Interpreting Imprecise Expressions:
Experiments with Kohonen's Self-Organizing Maps and Associative Memory

Timo Honkela and Ari M. Vepsäläinen


Proceedings of the International Conference on Artificial Neural Networks, ICANN '91, Helsinki, June 24th-28th, 1991, Vol 1, pp. 897-902.

Abstract

A vast majority of the present computer models of natural language processing are based on symbol manipulation, and especially work concerning semantics relies heavily on formal symbolic logic. Resulting models consist of a set of entities and relations connecting those entities. Words in natural languages, however, seldom are entities with such precise meanings and, therefore, cannot be accurately modelled with symbolic logic. The meaning of a word, say 'big', is not an entity with fixed boundaries precisely and constantly separating what is big from everything that is not big. Much more commonly, a meaning is fuzzy and changing, biased at any moment by the particular context. As such, words and their meanings bear an underlying similarity to self-organizing neural network computer models. We argue that such connectionist models have substantial advantages for dealing with knowledge acquisition and for handling context-dependency, exceptions, and the relations between words and meanings. In the present paper we present simulations in which Kohonen's self-organizing feature maps and associative memory are used to model the interpretation of some imprecise expressions. We also show some results on how to model the subjectivity of meanings.

[...]

4. Conclusions

In the connectionist model, the computer acquired knowledge via examples and the output neurons, through self-organization within the network, became organized in a manner resembling the likely semantic mapping of humans, with imprecise boundaries between concepts, contextual dependency and individual differences. We argue that connectionist techniques are an important method in the research concerning the semantics of natural language. Possible application areas are information retrieval (see e.g. [9]) and machine translation.

References

[1] Baker, G.P. and Hacker, P.M.S.: Language, Sense & Nonsense - A Critical Investigation into Modern Theories of Language. Basil Blackwell, Oxford, England, 1984, 397 p.
[2] Hallett, G.L.: Language and Truth. New Haven, Yale University Press, 1988, 234 p.
[3] Thrane, T.: Symbolic Representation and Natural Language. Nordiske Datalingvistikdage 1987, Proceedings, Lambda, Institut för Datalingvistik, Handelshjskolen i Kbenhavn, 7, 1988, pp. 118-154.
[4] Ritter, H. and Kohonen, T. : Self-Organizing Semantic Maps. Biological Cybernetics, 61, 1989, pp. 241-254.
[5] McClelland, J.L. and Kawamoto, A.H.: Mechanisms of Sentence Processing: Assigning Roles to Constituents of Sentences. in: McClelland, J.L. and Rumelhart, D.E. (eds.): Parallel Distributed Processing; Explorations in the Microstructure of Cognition; Vol. 2: Psychological and Biological Models. MIT Press, Boston, 1986.
[6] Kohonen T.: Correlation Matrix Memories. IEEE Transaction on Computers, Vol. 21, 1972, pp. 353-359.
[7] Kohonen T.: Self-Organization and Associative Memory. 2nd Ed., New York, Springer, 1988.
[8] Press, W.H., Flannery, B.P., Teukolsky, S.A. and Vetterling, W.T.: Numerical Recipes. Cambridge University Press, Cambridge, 1987.
[9] Belew, R.K.: Adaptive Information Retrieval: Using a connectionist representation to retrieve and learn about documents. Proceedings of the 12h Annual International ACMSIGIR Conference on Research and Development in Information Retrieval, ACM, New York, 1989, pp. 11-20.
[10] Wildgen, W. and Mottron, L.: Dynamische Sprachtheorie: Sprachbeschreibung und Spracherklärung nach den Prinzipien der Selbstorganisation und der Morphogenese. Bochum, Brockmeyer, 1987.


# [What is being asked]
Can you print the data exactly and leave out each image?

** Opening Exercise data block **

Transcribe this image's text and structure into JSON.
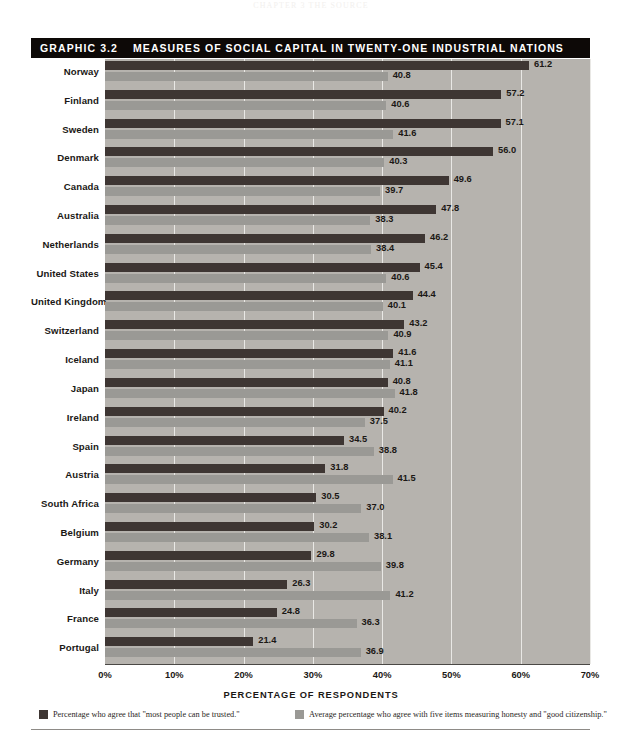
{
  "page_header": "CHAPTER 3 THE SOURCE",
  "title": {
    "graphic_number": "GRAPHIC 3.2",
    "text": "MEASURES OF SOCIAL CAPITAL IN TWENTY-ONE INDUSTRIAL NATIONS"
  },
  "axis": {
    "xlabel": "PERCENTAGE OF RESPONDENTS",
    "ticks": [
      "0%",
      "10%",
      "20%",
      "30%",
      "40%",
      "50%",
      "60%",
      "70%"
    ]
  },
  "legend": {
    "items": [
      {
        "swatch": "dark",
        "label": "Percentage who agree that \"most people can be trusted.\""
      },
      {
        "swatch": "light",
        "label": "Average percentage who agree with five items measuring honesty and \"good citizenship.\""
      }
    ]
  },
  "colors": {
    "bar_dark": "#3e3633",
    "bar_light": "#9a9995",
    "plot_background": "#b6b3ae",
    "gridline": "#e9e8e5",
    "title_bar": "#0d0907",
    "text": "#1b1815"
  },
  "chart_data": {
    "type": "bar",
    "orientation": "horizontal",
    "title": "MEASURES OF SOCIAL CAPITAL IN TWENTY-ONE INDUSTRIAL NATIONS",
    "xlabel": "PERCENTAGE OF RESPONDENTS",
    "ylabel": "",
    "xlim": [
      0,
      70
    ],
    "xticks": [
      0,
      10,
      20,
      30,
      40,
      50,
      60,
      70
    ],
    "grid": "vertical",
    "legend_position": "bottom",
    "categories": [
      "Norway",
      "Finland",
      "Sweden",
      "Denmark",
      "Canada",
      "Australia",
      "Netherlands",
      "United States",
      "United Kingdom",
      "Switzerland",
      "Iceland",
      "Japan",
      "Ireland",
      "Spain",
      "Austria",
      "South Africa",
      "Belgium",
      "Germany",
      "Italy",
      "France",
      "Portugal"
    ],
    "series": [
      {
        "name": "Percentage who agree that \"most people can be trusted.\"",
        "color": "#3e3633",
        "values": [
          61.2,
          57.2,
          57.1,
          56.0,
          49.6,
          47.8,
          46.2,
          45.4,
          44.4,
          43.2,
          41.6,
          40.8,
          40.2,
          34.5,
          31.8,
          30.5,
          30.2,
          29.8,
          26.3,
          24.8,
          21.4
        ]
      },
      {
        "name": "Average percentage who agree with five items measuring honesty and \"good citizenship.\"",
        "color": "#9a9995",
        "values": [
          40.8,
          40.6,
          41.6,
          40.3,
          39.7,
          38.3,
          38.4,
          40.6,
          40.1,
          40.9,
          41.1,
          41.8,
          37.5,
          38.8,
          41.5,
          37.0,
          38.1,
          39.8,
          41.2,
          36.3,
          36.9
        ]
      }
    ]
  }
}
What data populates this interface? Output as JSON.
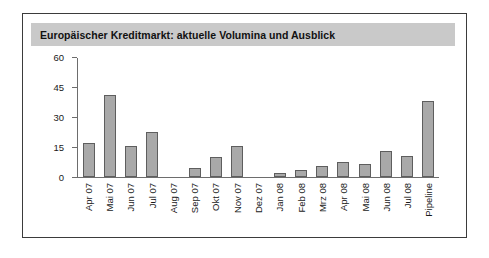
{
  "figure": {
    "title": "Europäischer Kreditmarkt: aktuelle Volumina und Ausblick",
    "frame_color": "#3b3b3b",
    "title_bar_color": "#c9c9c9",
    "background_color": "#ffffff"
  },
  "chart_data": {
    "type": "bar",
    "title": "Europäischer Kreditmarkt: aktuelle Volumina und Ausblick",
    "xlabel": "",
    "ylabel": "",
    "categories": [
      "Apr 07",
      "Mai 07",
      "Jun 07",
      "Jul 07",
      "Aug 07",
      "Sep 07",
      "Okt 07",
      "Nov 07",
      "Dez 07",
      "Jan 08",
      "Feb 08",
      "Mrz 08",
      "Apr 08",
      "Mai 08",
      "Jun 08",
      "Jul 08",
      "Pipeline"
    ],
    "values": [
      17,
      41.5,
      15.5,
      22.5,
      0,
      4.5,
      10,
      15.5,
      0,
      2,
      3.5,
      5.5,
      7.5,
      6.5,
      13,
      10.5,
      38.5
    ],
    "ylim": [
      0,
      60
    ],
    "yticks": [
      0,
      15,
      30,
      45,
      60
    ],
    "ytick_labels": [
      "0",
      "15",
      "30",
      "45",
      "60"
    ],
    "grid": false,
    "legend": false,
    "bar_color": "#a9a9a9",
    "bar_edge_color": "#5e5e5e",
    "axis_color": "#6d6d6d"
  }
}
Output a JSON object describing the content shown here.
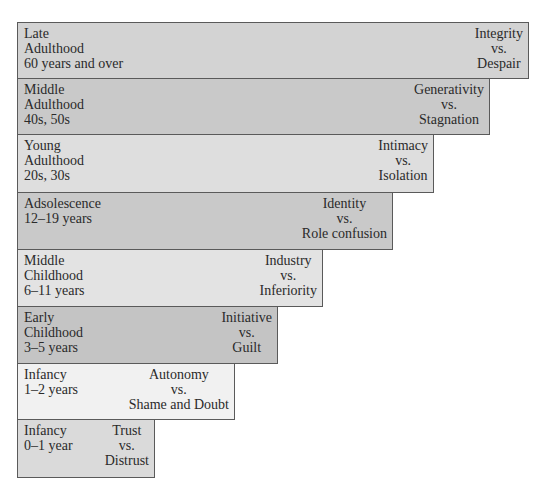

** Closing Exercise data block **

# [Answer]
Transcribe this image's text and structure into JSON.
{
  "page_header": "CHAPTER 3 THE SOURCE",
  "title": {
    "graphic_number": "GRAPHIC 3.2",
    "text": "MEASURES OF SOCIAL CAPITAL IN TWENTY-ONE INDUSTRIAL NATIONS"
  },
  "axis": {
    "xlabel": "PERCENTAGE OF RESPONDENTS",
    "ticks": [
      "0%",
      "10%",
      "20%",
      "30%",
      "40%",
      "50%",
      "60%",
      "70%"
    ]
  },
  "legend": {
    "items": [
      {
        "swatch": "dark",
        "label": "Percentage who agree that \"most people can be trusted.\""
      },
      {
        "swatch": "light",
        "label": "Average percentage who agree with five items measuring honesty and \"good citizenship.\""
      }
    ]
  },
  "colors": {
    "bar_dark": "#3e3633",
    "bar_light": "#9a9995",
    "plot_background": "#b6b3ae",
    "gridline": "#e9e8e5",
    "title_bar": "#0d0907",
    "text": "#1b1815"
  },
  "chart_data": {
    "type": "bar",
    "orientation": "horizontal",
    "title": "MEASURES OF SOCIAL CAPITAL IN TWENTY-ONE INDUSTRIAL NATIONS",
    "xlabel": "PERCENTAGE OF RESPONDENTS",
    "ylabel": "",
    "xlim": [
      0,
      70
    ],
    "xticks": [
      0,
      10,
      20,
      30,
      40,
      50,
      60,
      70
    ],
    "grid": "vertical",
    "legend_position": "bottom",
    "categories": [
      "Norway",
      "Finland",
      "Sweden",
      "Denmark",
      "Canada",
      "Australia",
      "Netherlands",
      "United States",
      "United Kingdom",
      "Switzerland",
      "Iceland",
      "Japan",
      "Ireland",
      "Spain",
      "Austria",
      "South Africa",
      "Belgium",
      "Germany",
      "Italy",
      "France",
      "Portugal"
    ],
    "series": [
      {
        "name": "Percentage who agree that \"most people can be trusted.\"",
        "color": "#3e3633",
        "values": [
          61.2,
          57.2,
          57.1,
          56.0,
          49.6,
          47.8,
          46.2,
          45.4,
          44.4,
          43.2,
          41.6,
          40.8,
          40.2,
          34.5,
          31.8,
          30.5,
          30.2,
          29.8,
          26.3,
          24.8,
          21.4
        ]
      },
      {
        "name": "Average percentage who agree with five items measuring honesty and \"good citizenship.\"",
        "color": "#9a9995",
        "values": [
          40.8,
          40.6,
          41.6,
          40.3,
          39.7,
          38.3,
          38.4,
          40.6,
          40.1,
          40.9,
          41.1,
          41.8,
          37.5,
          38.8,
          41.5,
          37.0,
          38.1,
          39.8,
          41.2,
          36.3,
          36.9
        ]
      }
    ]
  }
}
What data populates this interface? Output as JSON.
{
  "figure": {
    "title": "Europäischer Kreditmarkt: aktuelle Volumina und Ausblick",
    "frame_color": "#3b3b3b",
    "title_bar_color": "#c9c9c9",
    "background_color": "#ffffff"
  },
  "chart_data": {
    "type": "bar",
    "title": "Europäischer Kreditmarkt: aktuelle Volumina und Ausblick",
    "xlabel": "",
    "ylabel": "",
    "categories": [
      "Apr 07",
      "Mai 07",
      "Jun 07",
      "Jul 07",
      "Aug 07",
      "Sep 07",
      "Okt 07",
      "Nov 07",
      "Dez 07",
      "Jan 08",
      "Feb 08",
      "Mrz 08",
      "Apr 08",
      "Mai 08",
      "Jun 08",
      "Jul 08",
      "Pipeline"
    ],
    "values": [
      17,
      41.5,
      15.5,
      22.5,
      0,
      4.5,
      10,
      15.5,
      0,
      2,
      3.5,
      5.5,
      7.5,
      6.5,
      13,
      10.5,
      38.5
    ],
    "ylim": [
      0,
      60
    ],
    "yticks": [
      0,
      15,
      30,
      45,
      60
    ],
    "ytick_labels": [
      "0",
      "15",
      "30",
      "45",
      "60"
    ],
    "grid": false,
    "legend": false,
    "bar_color": "#a9a9a9",
    "bar_edge_color": "#5e5e5e",
    "axis_color": "#6d6d6d"
  }
}
Output a JSON object describing the content shown here.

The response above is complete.